Coming from Monica Lewinsky, that’s a fairly loaded question. It’s also a defiant show of strength from a woman who has learned much in the years following the incident that made her a household name. Having been forced into the public eye right as the internet was becoming the dominant force in media, she was, as she tells it “Patient Zero of losing a personal reputation on a global scale almost instantaneously.” Now, nearly two decades later, Lewinsky is reclaiming her own narrative, and using her experiences to elevate the way in which we all treat one another.

In a talk titled “The Price Of Shame,” given last week at the TED2015 conference, Lewinsky does not shy away from her role in the 1998 scandal that bears her name. But, in the ensuing, excruciatingly public scrutiny of her private life, she “was branded as a tramp, tart, slut, whore, bimbo, and, of course, ‘that woman.’ I was known by many, but actually known by few. I get it. It was easy to forget ‘that woman’ was dimensional and had a soul.”

In a post-#HasJustineLandedYet" world, where online trolls target women simply for speaking up about video games, Lewinsky’s words should give us all pause.

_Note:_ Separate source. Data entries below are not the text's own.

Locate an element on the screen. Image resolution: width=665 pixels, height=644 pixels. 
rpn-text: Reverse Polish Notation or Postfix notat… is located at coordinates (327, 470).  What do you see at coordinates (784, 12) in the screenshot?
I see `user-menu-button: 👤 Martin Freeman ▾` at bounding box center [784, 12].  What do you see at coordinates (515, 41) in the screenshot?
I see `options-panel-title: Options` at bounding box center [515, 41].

For Monica herself, it was the death of Tyler Clementi, who committed suicide after classmates secretly filmed his tryst with another male student, which served to spur her into action. Having been harassed, mocked, and bullied herself, she demands in no uncertain terms that “public humiliation as a blood sport has to stop.”

Now in her 40s, Lewinsky has had longer than nearly anyone else to examine what it means to have been in the eye of a digitally-fueled storm. To her it comes down to a question of compassion. “We all deserve compassion,” she concludes her speech, “and to live both online and off in a more compassionate world.”